Development Management Thoughts

One of our managers here went on a 2 week motorcycle trip, so I’ve been taking on both his duties and mine over the past couple of weeks – I’m the lone development manager right as we are about to deliver one of our more complex releases in recent memory. Over this time, I’ve had a few thoughts worth keeping. Of all the different things I’ve done, I’ve realized that most of the management tasks can be put into 3 easy categories:

  • Communication – keeping people informed of the information that is useful and relevant to them. The importance of open communication cannot be stressed enough. The importance of not over-communicating also cannot be stressed enough
  • Directing traffic – making sure business priorities are translated into actionable tasks, and distributing that work, then ensuring that the process goes smoothly, and being prepared to red light or green light the results objectively.
  • Removing obstacles – this is essentially enabling developers to focus on the things they do best, which is good for the business and for morale. Good developers don’t enjoy wasting cycles waiting for a document’s approval, preparation of a test environment, a new task, etc. When possible and reasonable, rapidly clear these issues so everyone can get back to work.

It’s a bit oversimplified, but I think it’s a pretty good starting point. I learn more each day.

Technology

Best front-end language for desktop multimedia?

I’m contemplating developing a new bit of software. Requirements are: 1) Runs on Linux and Windows, 2) Can easily support development and responsive playing of audio and video, animation is a plus, 3) must either be a solid back-end language for file access, shell commands and LAN networking, or easily integrate with a language that is good at these things, 4) Must be able to run as a full-screen application.

My initial thought is a Flash front-end communicating with a Java back-end, but I don’t really know the particulars of how this would work, tips would be helpful. I’m shying away from .NET because I don’t trust Microsoft not to kill MONO in the blink of an eye, and Java because Java GUI development is a pain. Think I’m wrong, convince me otherwise. Think I’m missing something? Enlighten me.

Technology

Halving bandwidth w/ mod_gzip/mod_deflate

We recently rolled out mod_gzip, an apache mod that zips up content between the browser and server.

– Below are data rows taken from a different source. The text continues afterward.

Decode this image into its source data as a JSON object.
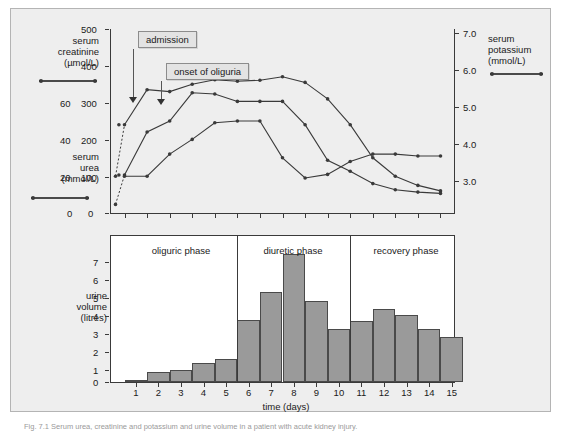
{
  "figure": {
    "caption": "Fig. 7.1 Serum urea, creatinine and potassium and urine volume in a patient with acute kidney injury."
  },
  "axes": {
    "creatinine": {
      "label_lines": [
        "serum",
        "creatinine",
        "(µmol/L)"
      ],
      "ticks": [
        "500",
        "400",
        "300",
        "200",
        "100",
        "0"
      ],
      "unit": "µmol/L",
      "range": [
        0,
        500
      ]
    },
    "urea": {
      "label_lines": [
        "serum",
        "urea",
        "(mmol/L)"
      ],
      "ticks": [
        "60",
        "40",
        "20",
        "0"
      ],
      "unit": "mmol/L",
      "range": [
        0,
        75
      ]
    },
    "potassium": {
      "label_lines": [
        "serum",
        "potassium",
        "(mmol/L)"
      ],
      "ticks": [
        "7.0",
        "6.0",
        "5.0",
        "4.0",
        "3.0"
      ],
      "unit": "mmol/L",
      "range": [
        2.4,
        7.4
      ]
    },
    "urine": {
      "label_lines": [
        "urine",
        "volume",
        "(litres)"
      ],
      "ticks": [
        "7",
        "6",
        "5",
        "4",
        "3",
        "2",
        "1",
        "0"
      ],
      "unit": "litres",
      "range": [
        0,
        7.6
      ]
    },
    "time": {
      "label": "time (days)",
      "ticks": [
        "1",
        "2",
        "3",
        "4",
        "5",
        "6",
        "7",
        "8",
        "9",
        "10",
        "11",
        "12",
        "13",
        "14",
        "15"
      ]
    }
  },
  "annotations": [
    {
      "text": "admission",
      "day": 1.0
    },
    {
      "text": "onset of oliguria",
      "day": 2.0
    }
  ],
  "phases": [
    {
      "label": "oliguric phase",
      "start": 0.4,
      "end": 5.5
    },
    {
      "label": "diuretic phase",
      "start": 5.5,
      "end": 10.5
    },
    {
      "label": "recovery phase",
      "start": 10.5,
      "end": 15.6
    }
  ],
  "colors": {
    "panel": "#eeeeee",
    "plot_background": "#ffffff",
    "axis": "#3a3a3a",
    "series": "#3a3a3a",
    "bar_fill": "#9a9a9a",
    "bar_stroke": "#4a4a4a",
    "callout_fill": "#e3e3e3",
    "callout_border": "#8c8c8c"
  },
  "chart_data": [
    {
      "type": "line",
      "title": "",
      "xlabel": "time (days)",
      "ylabel": "serum creatinine (µmol/L) / serum urea (mmol/L)",
      "y2label": "serum potassium (mmol/L)",
      "grid": false,
      "legend": "axis-side keys",
      "x": [
        1,
        2,
        3,
        4,
        5,
        6,
        7,
        8,
        9,
        10,
        11,
        12,
        13,
        14,
        15
      ],
      "xlim": [
        0.4,
        15.6
      ],
      "ylim": [
        0,
        500
      ],
      "y2lim": [
        2.4,
        7.4
      ],
      "series": [
        {
          "name": "serum creatinine",
          "unit": "µmol/L",
          "axis": "left-creatinine",
          "dashed_lead_in": true,
          "values": [
            240,
            335,
            330,
            350,
            362,
            358,
            361,
            370,
            355,
            310,
            240,
            150,
            100,
            75,
            60
          ]
        },
        {
          "name": "serum urea",
          "unit": "mmol/L",
          "axis": "left-urea",
          "dashed_lead_in": true,
          "values": [
            15.5,
            33,
            37.5,
            49,
            48.5,
            45.5,
            45.5,
            45.5,
            36,
            21.5,
            17,
            12,
            9.5,
            8.5,
            8
          ]
        },
        {
          "name": "serum potassium",
          "unit": "mmol/L",
          "axis": "right-potassium",
          "dashed_lead_in": false,
          "values": [
            3.4,
            3.4,
            4.0,
            4.4,
            4.85,
            4.9,
            4.9,
            3.9,
            3.35,
            3.45,
            3.8,
            4.0,
            4.0,
            3.95,
            3.95
          ]
        }
      ]
    },
    {
      "type": "bar",
      "title": "",
      "xlabel": "time (days)",
      "ylabel": "urine volume (litres)",
      "grid": false,
      "categories": [
        "1",
        "2",
        "3",
        "4",
        "5",
        "6",
        "7",
        "8",
        "9",
        "10",
        "11",
        "12",
        "13",
        "14",
        "15"
      ],
      "values": [
        0.05,
        0.5,
        0.65,
        1.0,
        1.2,
        3.25,
        4.7,
        6.65,
        4.2,
        2.75,
        3.2,
        3.8,
        3.5,
        2.75,
        2.35
      ],
      "ylim": [
        0,
        7.6
      ]
    }
  ]
}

Mod_gzip works with Apache 1.x, mod_deflate is its Apache 2.x counterpart. The results for our largest customers, both Fortune 500 companies, are nothing short of staggering.

We applied this Apache mod to just the portion of our app that goes between us and our customers – the content there is a mix of applets, images, xml, and html/javascript/css. On average, our bandwidth decreased by 58-62% – we are now consuming less than half as much bandwidth, and the cost is only a minor increase in CPU utilization. This minor change will save us gigabytes a day in bandwidth, so I’m quite excited.